Introduction
Automatic Component Discovery and Analysis
Compodium borrows Nuxt's component scanning feature to retrieve all components within your application. It then uses vue-component-meta
to analyze your code and extract component metadata, generating interactive inputs for your component's properties. Built on top of Vite, Compodium ensures fast reloads and a seamless development experience.
This approach removes the need to explicitly write stories for each component. For components that require default properties to render correctly in the playground, you can use the extendCompodiumMeta
macro to set default values. Additionally, for more complex components that need specific templates, you can write example components.
Partial Preview Isolation
Compodium integrates directly into your application but operates only in development mode. For Nuxt, it extends your root component, replacing your app.vue
component with its own in the preview. This setup ensures that your components within the preview inherit all dependencies provided by Nuxt and your modules.
For Vue, Compodium creates a virtual module from your main.ts
file, where your application is initialized, and substitutes your root component with its own in the preview. This allows components in the preview to inherit from your Vue plugins and other dependencies.
In both cases, components in the preview do not inherit from your app.vue
(Nuxt) or root component (Vue). However, you can create your own compodium/preview.vue
component as a substitute to customize the preview environment.
Third-Party Integrations
Compodium detects installed UI libraries and provides interactive examples in the playground, ensuring components render accurately with your custom styles and behaviors.
This currently only supports Nuxt UI, with plans to integrate more libraries in the near future.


• [Requirement]: Take from the data every line in which the word "will" is found.

• [Record excerpts]:
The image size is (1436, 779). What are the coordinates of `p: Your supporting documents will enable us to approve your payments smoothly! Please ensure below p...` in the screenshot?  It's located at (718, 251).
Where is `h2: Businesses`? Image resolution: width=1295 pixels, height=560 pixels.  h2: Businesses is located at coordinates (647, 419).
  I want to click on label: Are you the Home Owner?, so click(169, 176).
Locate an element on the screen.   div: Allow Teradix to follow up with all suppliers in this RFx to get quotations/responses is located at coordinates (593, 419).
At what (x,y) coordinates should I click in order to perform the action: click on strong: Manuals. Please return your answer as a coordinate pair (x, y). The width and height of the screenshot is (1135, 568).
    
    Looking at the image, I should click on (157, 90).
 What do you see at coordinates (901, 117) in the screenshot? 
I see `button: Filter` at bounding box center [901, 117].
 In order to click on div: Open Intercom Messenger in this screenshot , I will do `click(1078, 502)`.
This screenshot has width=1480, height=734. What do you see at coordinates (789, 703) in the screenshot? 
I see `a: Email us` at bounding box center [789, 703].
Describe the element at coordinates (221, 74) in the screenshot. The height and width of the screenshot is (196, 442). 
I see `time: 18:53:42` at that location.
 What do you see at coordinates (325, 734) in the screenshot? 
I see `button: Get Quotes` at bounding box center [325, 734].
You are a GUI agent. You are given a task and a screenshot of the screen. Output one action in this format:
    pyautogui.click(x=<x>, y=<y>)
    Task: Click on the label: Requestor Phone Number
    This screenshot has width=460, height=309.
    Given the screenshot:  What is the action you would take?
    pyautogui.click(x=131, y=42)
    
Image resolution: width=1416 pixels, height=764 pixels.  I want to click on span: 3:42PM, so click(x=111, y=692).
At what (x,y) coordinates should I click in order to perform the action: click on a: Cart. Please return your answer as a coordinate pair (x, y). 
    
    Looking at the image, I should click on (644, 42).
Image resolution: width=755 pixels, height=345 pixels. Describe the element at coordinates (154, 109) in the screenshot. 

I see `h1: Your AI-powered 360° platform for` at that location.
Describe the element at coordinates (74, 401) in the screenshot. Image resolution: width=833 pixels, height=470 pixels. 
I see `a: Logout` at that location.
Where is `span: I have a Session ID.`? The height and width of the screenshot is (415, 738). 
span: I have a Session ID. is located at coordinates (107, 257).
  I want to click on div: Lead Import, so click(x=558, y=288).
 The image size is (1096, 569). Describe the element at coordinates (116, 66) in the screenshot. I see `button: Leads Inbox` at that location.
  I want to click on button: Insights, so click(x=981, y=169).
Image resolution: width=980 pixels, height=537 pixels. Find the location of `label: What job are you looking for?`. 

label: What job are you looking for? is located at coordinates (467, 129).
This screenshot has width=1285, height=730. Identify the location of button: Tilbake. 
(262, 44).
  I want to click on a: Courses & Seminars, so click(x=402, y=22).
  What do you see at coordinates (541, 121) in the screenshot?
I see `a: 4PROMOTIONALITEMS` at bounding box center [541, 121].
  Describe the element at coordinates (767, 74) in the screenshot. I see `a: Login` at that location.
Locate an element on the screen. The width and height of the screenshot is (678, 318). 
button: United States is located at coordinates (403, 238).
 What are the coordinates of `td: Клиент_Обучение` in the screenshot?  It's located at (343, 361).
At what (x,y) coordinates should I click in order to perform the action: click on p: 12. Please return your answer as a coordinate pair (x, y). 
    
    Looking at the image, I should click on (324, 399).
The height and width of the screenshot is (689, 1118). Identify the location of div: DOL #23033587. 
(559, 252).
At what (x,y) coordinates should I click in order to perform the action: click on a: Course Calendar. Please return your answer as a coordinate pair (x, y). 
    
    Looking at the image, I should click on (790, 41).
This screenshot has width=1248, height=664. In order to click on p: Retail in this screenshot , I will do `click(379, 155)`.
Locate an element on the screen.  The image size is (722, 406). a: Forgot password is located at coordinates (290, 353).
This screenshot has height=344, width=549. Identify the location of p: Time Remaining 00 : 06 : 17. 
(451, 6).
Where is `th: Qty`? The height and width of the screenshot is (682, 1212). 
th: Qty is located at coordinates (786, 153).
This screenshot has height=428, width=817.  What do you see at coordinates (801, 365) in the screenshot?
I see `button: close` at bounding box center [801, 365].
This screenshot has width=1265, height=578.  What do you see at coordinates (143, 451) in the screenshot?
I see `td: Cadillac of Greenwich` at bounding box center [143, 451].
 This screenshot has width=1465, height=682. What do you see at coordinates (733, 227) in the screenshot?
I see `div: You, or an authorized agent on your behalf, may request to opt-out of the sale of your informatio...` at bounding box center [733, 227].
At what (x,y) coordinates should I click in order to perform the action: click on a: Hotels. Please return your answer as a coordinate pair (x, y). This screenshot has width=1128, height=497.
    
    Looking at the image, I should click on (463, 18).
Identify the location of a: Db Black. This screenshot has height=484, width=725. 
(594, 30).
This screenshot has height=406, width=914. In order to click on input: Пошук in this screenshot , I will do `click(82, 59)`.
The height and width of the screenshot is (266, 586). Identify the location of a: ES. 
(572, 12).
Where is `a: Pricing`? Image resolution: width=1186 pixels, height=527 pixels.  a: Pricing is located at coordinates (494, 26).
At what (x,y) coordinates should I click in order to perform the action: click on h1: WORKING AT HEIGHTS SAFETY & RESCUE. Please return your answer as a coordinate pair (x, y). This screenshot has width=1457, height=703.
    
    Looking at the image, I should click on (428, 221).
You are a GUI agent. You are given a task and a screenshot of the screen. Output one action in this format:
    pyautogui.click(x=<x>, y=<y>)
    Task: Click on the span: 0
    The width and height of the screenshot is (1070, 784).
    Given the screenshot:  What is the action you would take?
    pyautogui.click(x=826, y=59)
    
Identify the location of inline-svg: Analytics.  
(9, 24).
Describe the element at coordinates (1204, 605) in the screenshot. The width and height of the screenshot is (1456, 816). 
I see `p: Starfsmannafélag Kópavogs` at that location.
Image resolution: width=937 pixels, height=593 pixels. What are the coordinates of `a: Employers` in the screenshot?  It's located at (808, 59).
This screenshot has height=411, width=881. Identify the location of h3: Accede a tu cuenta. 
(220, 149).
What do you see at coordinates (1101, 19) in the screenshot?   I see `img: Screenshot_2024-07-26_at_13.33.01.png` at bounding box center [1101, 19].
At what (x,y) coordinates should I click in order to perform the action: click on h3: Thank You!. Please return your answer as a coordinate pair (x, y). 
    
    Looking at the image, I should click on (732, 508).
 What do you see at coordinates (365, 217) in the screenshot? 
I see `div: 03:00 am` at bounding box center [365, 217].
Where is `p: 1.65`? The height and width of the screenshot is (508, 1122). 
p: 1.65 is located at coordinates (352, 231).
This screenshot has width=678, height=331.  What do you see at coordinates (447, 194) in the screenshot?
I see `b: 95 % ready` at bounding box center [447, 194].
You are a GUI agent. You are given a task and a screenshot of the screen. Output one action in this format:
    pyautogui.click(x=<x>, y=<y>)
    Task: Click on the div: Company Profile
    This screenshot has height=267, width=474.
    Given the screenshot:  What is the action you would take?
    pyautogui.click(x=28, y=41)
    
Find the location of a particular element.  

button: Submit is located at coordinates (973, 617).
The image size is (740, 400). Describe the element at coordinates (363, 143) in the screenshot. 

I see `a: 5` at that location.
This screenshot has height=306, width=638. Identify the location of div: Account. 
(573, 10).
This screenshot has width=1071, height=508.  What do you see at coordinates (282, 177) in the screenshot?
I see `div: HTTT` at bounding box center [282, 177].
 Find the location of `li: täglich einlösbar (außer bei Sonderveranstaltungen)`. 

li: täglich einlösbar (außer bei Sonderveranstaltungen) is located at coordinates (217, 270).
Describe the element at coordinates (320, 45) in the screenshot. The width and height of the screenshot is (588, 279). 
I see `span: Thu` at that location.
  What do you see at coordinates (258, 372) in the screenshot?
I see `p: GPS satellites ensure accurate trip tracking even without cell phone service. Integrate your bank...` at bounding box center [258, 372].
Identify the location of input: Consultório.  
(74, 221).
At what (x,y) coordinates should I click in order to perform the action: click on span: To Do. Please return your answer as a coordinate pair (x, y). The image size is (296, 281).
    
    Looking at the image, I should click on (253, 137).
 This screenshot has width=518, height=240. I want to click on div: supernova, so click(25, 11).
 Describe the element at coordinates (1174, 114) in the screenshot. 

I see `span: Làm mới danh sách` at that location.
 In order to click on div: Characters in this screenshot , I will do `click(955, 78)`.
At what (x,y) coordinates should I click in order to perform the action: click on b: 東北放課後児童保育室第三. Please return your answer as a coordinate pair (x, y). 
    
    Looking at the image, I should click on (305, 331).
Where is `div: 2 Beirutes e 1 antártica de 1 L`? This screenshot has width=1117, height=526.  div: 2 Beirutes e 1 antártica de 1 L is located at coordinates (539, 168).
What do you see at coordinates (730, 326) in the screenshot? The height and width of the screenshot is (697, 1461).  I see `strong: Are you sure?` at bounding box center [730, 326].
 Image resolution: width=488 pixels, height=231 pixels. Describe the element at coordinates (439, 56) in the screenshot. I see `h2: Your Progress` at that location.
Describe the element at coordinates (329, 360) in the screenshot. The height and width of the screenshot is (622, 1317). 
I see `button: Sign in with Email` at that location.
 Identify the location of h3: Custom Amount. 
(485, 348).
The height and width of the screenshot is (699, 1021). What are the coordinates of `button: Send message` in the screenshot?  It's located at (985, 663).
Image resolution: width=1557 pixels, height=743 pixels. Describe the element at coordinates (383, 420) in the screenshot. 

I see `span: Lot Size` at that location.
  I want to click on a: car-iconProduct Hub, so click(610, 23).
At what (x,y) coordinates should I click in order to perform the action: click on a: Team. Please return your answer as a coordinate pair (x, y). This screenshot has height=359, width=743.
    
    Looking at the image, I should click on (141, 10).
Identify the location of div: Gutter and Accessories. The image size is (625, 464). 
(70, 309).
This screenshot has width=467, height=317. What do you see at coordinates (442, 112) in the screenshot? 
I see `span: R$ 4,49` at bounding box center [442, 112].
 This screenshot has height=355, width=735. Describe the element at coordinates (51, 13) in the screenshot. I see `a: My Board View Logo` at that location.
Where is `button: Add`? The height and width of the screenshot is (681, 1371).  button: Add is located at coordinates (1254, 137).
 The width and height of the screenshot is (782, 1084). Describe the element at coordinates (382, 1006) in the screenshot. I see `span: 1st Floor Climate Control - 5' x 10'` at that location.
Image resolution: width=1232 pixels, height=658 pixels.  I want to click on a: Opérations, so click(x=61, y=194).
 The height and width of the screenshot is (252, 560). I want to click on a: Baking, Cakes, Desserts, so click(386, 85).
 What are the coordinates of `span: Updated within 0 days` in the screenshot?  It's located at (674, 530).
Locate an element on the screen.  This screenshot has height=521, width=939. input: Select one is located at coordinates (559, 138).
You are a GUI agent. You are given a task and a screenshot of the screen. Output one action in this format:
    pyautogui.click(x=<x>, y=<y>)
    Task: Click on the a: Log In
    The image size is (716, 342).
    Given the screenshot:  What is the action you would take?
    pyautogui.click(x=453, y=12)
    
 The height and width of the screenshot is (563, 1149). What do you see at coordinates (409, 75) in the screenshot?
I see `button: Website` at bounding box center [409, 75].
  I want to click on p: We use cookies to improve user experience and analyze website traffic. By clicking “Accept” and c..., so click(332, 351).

• [Exercise response]:
The image size is (1436, 779). What are the coordinates of `p: Your supporting documents will enable us to approve your payments smoothly! Please ensure below p...` in the screenshot?  It's located at (718, 251).
 In order to click on div: Open Intercom Messenger in this screenshot , I will do `click(1078, 502)`.
This screenshot has width=1248, height=664. In order to click on p: Retail in this screenshot , I will do `click(379, 155)`.
This screenshot has height=406, width=914. In order to click on input: Пошук in this screenshot , I will do `click(82, 59)`.
 In order to click on div: Characters in this screenshot , I will do `click(955, 78)`.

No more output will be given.